Gabor Peterdi Biography

Gabor Peterdi

American

1915-2001

Biography

Gabor Peterdi, painter, printmaker, author, and educator, was born on 17 September 1915 in Pestújhely, Hungary. He began his art studies at the Hungarian Academy in 1929 at the age of fourteen. His first solo exhibition was mounted at the Ernst Museum in 1930 and that same year Peterdi won a Prix de Rome scholarship for painting which allowed him to continue his studies at the Accademia di Belle Arti. The following year he went to Paris where he attended the Académie Julian and the Académie Scandinave. He joined Hayter’s Atelier 17 in Paris in 1933 where he explored the techniques of engraving.

Peterdi immigrated to the United States in 1939 and, later that year, his first American solo exhibition of paintings opened at the Julien Levy Gallery in New York. He soon became a US citizen and joined the military serving in Germany. After his military service, Peterdi resumed his printmaking career at Atelier 17 in New York. He found working with the copperplate cathartic after his military experiences. His first prints reflected the horrors  and destruction of war, but he soon began representing natural awakenings and biblical beginnings in such works as Adam and Eve.

He began teaching at the School of the Brooklyn Museum in 1948, organizing the graphic arts workshop there. Peterdi’s creative approach to intaglio continued to expand as he invented new techniques and printed from larger plates. In 1952, he became Associate Professor of Art at Hunter College, where he taught until 1959. In 1953, he began teaching at the Yale-Norfolk summer school, and he joined the art faculty of Yale University as a visiting professor, gaining a full-time appointment in 1960.

In 1959 Peterdi published his seminal book Printmaking Methods Old and New. It remains a standard technical reference for both printmaking students and professionals. Peterdi’s work garnered forty honors and is in the collections of the Museum of Fine Arts Boston, Massachusetts; the Brooklyn Museum, New York; the Art Institute of Chicago, Illinois; the Flint Institute of Art, Michigan; the Indianapolis Museum of Art, Indiana; the Hammer Museum, Los Angeles; the Memphis Brooks Museum of Art, Tennessee; the Yale University Art Gallery, New Haven, Connecticut; the Metropolitan Museum of Art, the Museum of Modern Art, the New York Public Library, and the Whitney Museum of American Art, New York; the Pennsylvania Academy of the Fine Art, Philadelphia; the Philadelphia Museum of Art, Pennsylvania; the National Gallery of Art and the Smithsonian American Art Museum, Washington, D.C.; and the Worcester Art Museum.

Gabor Peterdi died in Stamford, Connecticut on August 13, 2001.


# What you are asked to do
Please filter the entries and return only the lines that include "name".

# Provided material
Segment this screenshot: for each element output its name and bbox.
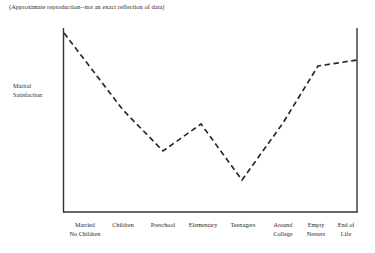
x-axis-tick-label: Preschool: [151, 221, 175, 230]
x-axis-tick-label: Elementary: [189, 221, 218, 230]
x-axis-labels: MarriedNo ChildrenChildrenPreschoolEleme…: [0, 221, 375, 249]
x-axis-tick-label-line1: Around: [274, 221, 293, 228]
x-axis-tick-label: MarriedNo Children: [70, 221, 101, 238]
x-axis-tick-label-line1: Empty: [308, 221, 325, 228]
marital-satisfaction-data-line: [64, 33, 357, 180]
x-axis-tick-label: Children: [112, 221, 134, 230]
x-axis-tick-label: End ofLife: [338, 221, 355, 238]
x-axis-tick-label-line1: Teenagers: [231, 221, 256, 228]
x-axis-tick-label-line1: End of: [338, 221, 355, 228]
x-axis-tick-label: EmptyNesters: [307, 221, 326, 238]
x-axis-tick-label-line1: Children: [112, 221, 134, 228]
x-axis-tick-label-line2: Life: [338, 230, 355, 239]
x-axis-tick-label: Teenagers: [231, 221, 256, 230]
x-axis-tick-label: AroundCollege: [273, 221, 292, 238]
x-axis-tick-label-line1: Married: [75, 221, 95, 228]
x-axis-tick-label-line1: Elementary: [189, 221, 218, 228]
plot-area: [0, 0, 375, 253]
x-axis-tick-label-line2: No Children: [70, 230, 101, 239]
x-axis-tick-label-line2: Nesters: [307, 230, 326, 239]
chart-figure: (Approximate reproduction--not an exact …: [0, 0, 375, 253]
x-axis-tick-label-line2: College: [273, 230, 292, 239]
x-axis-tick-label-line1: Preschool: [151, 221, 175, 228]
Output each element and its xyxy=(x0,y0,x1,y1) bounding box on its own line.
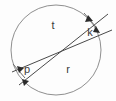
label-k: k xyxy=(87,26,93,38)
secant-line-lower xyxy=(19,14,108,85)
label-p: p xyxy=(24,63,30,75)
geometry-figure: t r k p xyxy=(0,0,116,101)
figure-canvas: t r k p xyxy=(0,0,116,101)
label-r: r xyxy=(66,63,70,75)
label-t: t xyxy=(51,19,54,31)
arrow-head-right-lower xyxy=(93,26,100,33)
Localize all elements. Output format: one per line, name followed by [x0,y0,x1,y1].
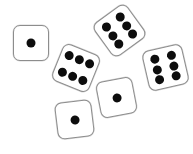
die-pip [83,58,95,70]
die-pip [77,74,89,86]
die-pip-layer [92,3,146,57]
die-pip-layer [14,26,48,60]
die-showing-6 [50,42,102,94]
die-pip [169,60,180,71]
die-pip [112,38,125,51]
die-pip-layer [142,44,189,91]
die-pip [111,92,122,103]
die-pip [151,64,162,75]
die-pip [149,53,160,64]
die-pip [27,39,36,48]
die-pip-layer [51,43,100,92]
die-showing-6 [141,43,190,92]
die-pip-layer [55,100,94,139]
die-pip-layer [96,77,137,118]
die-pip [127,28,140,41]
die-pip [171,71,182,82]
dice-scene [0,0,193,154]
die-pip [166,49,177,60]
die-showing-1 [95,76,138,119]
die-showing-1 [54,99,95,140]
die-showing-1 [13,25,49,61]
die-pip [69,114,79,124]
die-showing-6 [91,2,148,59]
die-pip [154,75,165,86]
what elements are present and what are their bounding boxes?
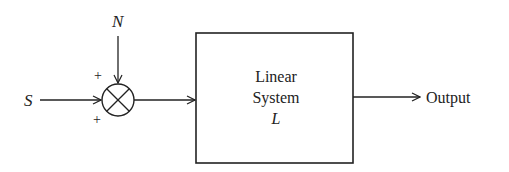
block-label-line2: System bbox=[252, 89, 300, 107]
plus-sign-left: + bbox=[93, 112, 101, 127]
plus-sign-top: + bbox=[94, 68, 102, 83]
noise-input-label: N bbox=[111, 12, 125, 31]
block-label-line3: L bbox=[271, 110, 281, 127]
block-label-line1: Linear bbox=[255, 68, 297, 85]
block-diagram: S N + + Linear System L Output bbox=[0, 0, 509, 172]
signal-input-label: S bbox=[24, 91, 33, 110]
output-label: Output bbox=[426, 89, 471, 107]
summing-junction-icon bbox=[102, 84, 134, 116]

--

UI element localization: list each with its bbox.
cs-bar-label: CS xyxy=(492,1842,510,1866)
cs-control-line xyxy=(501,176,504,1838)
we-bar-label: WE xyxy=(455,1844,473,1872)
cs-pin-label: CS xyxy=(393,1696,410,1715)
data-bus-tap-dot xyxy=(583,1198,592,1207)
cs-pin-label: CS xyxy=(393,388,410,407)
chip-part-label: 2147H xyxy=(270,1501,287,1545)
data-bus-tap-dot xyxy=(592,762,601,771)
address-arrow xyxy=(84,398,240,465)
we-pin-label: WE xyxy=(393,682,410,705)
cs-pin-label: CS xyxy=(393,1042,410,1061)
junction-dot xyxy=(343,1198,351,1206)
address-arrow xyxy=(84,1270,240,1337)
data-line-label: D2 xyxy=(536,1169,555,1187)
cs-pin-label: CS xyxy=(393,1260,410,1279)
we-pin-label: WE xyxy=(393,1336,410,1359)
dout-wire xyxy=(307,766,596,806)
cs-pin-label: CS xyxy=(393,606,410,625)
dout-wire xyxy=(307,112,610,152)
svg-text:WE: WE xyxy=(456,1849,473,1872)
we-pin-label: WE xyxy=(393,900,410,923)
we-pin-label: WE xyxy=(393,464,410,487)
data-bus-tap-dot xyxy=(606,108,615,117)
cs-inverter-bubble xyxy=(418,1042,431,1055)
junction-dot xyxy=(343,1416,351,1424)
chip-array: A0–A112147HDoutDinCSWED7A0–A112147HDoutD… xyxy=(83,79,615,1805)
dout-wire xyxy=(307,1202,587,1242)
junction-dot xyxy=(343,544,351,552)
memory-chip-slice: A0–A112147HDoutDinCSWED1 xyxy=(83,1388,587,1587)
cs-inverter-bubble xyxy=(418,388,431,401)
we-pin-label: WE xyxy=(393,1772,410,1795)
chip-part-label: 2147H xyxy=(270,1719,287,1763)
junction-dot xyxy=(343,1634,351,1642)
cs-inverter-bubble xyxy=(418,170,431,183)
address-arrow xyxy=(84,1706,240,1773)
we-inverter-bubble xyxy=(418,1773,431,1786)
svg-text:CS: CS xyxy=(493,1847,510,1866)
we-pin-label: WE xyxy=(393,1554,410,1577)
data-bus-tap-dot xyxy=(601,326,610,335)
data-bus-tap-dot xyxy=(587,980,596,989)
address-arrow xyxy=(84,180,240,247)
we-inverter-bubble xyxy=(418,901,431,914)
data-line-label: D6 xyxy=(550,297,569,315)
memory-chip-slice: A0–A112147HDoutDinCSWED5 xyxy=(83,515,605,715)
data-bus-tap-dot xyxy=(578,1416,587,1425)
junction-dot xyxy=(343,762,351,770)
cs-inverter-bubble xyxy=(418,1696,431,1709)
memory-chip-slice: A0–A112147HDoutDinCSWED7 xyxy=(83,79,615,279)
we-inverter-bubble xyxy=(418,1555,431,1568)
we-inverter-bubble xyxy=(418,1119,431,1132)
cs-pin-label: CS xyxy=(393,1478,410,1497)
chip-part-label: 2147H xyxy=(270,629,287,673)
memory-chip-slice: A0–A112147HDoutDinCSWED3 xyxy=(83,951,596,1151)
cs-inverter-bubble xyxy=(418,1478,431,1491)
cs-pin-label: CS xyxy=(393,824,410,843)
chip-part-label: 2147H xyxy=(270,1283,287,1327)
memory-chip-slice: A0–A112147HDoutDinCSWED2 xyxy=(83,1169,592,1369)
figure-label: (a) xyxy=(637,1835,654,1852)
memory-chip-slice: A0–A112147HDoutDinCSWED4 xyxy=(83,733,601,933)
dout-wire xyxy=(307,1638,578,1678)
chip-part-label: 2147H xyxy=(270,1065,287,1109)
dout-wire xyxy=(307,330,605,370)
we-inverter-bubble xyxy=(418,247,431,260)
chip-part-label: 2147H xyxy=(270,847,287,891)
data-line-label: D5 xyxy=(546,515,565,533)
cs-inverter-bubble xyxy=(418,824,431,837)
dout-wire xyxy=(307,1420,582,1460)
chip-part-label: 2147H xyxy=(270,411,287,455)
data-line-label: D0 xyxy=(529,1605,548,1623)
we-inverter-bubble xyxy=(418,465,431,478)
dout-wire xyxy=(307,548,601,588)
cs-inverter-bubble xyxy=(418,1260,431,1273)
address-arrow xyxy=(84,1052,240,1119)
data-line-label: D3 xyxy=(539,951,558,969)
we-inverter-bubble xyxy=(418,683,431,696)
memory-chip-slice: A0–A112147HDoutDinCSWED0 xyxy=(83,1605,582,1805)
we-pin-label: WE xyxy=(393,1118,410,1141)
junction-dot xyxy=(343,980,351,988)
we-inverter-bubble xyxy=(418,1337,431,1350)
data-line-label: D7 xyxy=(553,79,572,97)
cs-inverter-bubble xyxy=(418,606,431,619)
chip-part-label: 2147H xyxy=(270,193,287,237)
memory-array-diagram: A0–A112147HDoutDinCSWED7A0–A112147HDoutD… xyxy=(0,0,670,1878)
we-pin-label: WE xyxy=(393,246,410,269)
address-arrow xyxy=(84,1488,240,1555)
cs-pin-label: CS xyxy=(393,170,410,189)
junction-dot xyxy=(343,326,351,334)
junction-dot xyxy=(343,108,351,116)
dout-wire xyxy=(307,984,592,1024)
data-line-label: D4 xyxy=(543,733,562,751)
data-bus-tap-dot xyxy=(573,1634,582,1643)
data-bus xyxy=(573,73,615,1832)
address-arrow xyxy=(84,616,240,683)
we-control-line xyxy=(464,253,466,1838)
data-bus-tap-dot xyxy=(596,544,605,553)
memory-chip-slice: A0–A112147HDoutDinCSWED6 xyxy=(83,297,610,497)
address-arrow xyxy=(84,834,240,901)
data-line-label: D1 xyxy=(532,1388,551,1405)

# Written answer
Segment this screenshot: for each element output its name and bbox.
Localize all elements. Output format: one per line, name followed by [x0,y0,x1,y1].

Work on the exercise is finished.